First Nations History
University of Queensland Press First Nations Classics and other First Nations publications
Links to many books from UQP, fiction and non-fiction, on First Nations topics and by First Nations authors
First Nations History
Various programs by and for Indigenous (and all) Australians
NITV
Under headings Voice Referendum, Justice, Politics, Country and others
First Nations History
Indigenous Affairs: Government
Voices on the Voice
Pearson, Noel
A public conversation on Voice to Parliament with lawyer and land rights activist Noel Pearson. Hosted by Professor Jennifer Barrett, Pro-Vice-Chancellor Indigenous (Academic) at the University of Sydney. Vote of Thanks from Teela Reid, Indigenous lawyer and activist.
Frontier Wars
Queensland
Warrior: A Legendary Leader's Dramatic Life and Violent Death on the Colonial Frontier (2015)
Connors, Libby
In the 1840s, white settlement in the north was under attack. European settlers were in awe of Aboriginal physical fitness and fighting prowess, and a series of deadly raids on homesteads made even the townspeople of Brisbane anxious. Young warrior Dundalli was renowned for his size and strength, and his elders gave him the task of leading the resistance against the Europeans' ever increasing incursions on their traditional lands.
Frontier Wars
New South Wales
Waterloo Creek: The Australia Day Massacre of 1838: George Gipps and the British Conquest of New South Wales (1992, 1994)
Milliss, Roger
The contact history and political background to race relations in early colonial New South Wales; Kamilaroi territorial groupings, traditional subsistence social organisation, religion and language; pastoral expansion, government policy and attitudes toward Aborigines; violent conflict and the legal and political response; Waterloo Creek, Slaughterhouse Creek, Gravesend and Myall Creek massacres; subsequent inquiries; establishment of the Australian Aborigines Protection Society and Aboriginal Protectorate.
First Nations History
Northern Territory
We Come with This Place (2022)
Dank, Debra
Dank faces head on the ingrained racism, born of brutal practice and harsh legislation, that lies always under the skin of Australia … She describes sudden terrible violence, between races and sometimes at home. But overwhelmingly this is a book about strong, beloved parents and grandparents, guiding and teaching their children and grandchildren what country means, about joyful gatherings and the pleasures of eating food provided by the place that nourishes them, both spiritually and physically.
First Nations History
Webinar 13 June 2013 with the authors of The Voice to Parliament Handbook, with around 2000 people watching and listening.
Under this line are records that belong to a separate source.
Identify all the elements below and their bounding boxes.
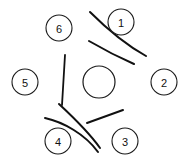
diagram-canvas: 123456: [0, 0, 187, 163]
numbered-circle-label-6: 6: [56, 23, 62, 35]
line-left-vertical-stroke: [62, 55, 65, 105]
center-circle-group: [83, 66, 115, 98]
line-lower-right-stroke: [87, 110, 123, 123]
center-circle-empty[interactable]: [83, 66, 115, 98]
numbered-circle-label-3: 3: [122, 136, 128, 148]
numbered-circle-label-2: 2: [161, 77, 167, 89]
numbered-circle-label-4: 4: [55, 136, 61, 148]
numbered-circle-label-5: 5: [22, 77, 28, 89]
numbered-circle-label-1: 1: [118, 17, 124, 29]
diagram-svg: 123456: [0, 0, 187, 163]
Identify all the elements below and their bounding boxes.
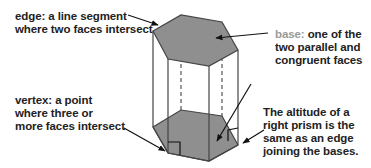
vertex-def-line1: a point <box>52 94 92 106</box>
altitude-arrow <box>243 130 264 143</box>
base-term: base: <box>275 28 305 40</box>
altitude-line2: right prism is the <box>263 119 358 132</box>
bottom-base-face <box>153 110 238 161</box>
altitude-label: The altitude of a right prism is the sam… <box>263 106 358 158</box>
vertex-term: vertex: <box>15 94 52 106</box>
edge-def-line1: a line segment <box>45 10 127 22</box>
altitude-line4: joining the bases. <box>263 145 358 158</box>
altitude-line3: same as an edge <box>263 132 358 145</box>
vertex-label: vertex: a point where three or more face… <box>15 94 125 133</box>
edge-label: edge: a line segment where two faces int… <box>15 10 152 36</box>
vertex-def-line2: where three or <box>15 107 125 120</box>
altitude-line1: The altitude of a <box>263 106 358 119</box>
top-base-face <box>153 15 238 66</box>
edge-term: edge: <box>15 10 45 22</box>
base-def-line1: one of the <box>305 28 362 40</box>
base-def-line2: two parallel and <box>275 41 362 54</box>
vertex-def-line3: more faces intersect <box>15 120 125 133</box>
base-def-line3: congruent faces <box>275 54 362 67</box>
edge-def-line2: where two faces intersect <box>15 23 152 36</box>
base-label: base: one of the two parallel and congru… <box>275 28 362 67</box>
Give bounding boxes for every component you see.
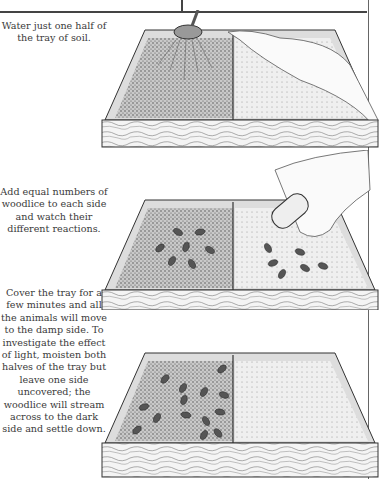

Questions followed.
Australia Institute, The (with Thomas Mayo and Kerry O’Brien)
The Voice to Parliament Handbook by Indigenous leader Thomas Mayo and acclaimed journalist Kerry O’Brien is a clear, concise and simple guide for the millions of Australians who have expressed support for the Uluru Statement from the Heart, but who want to better understand what a Voice to Parliament actually means.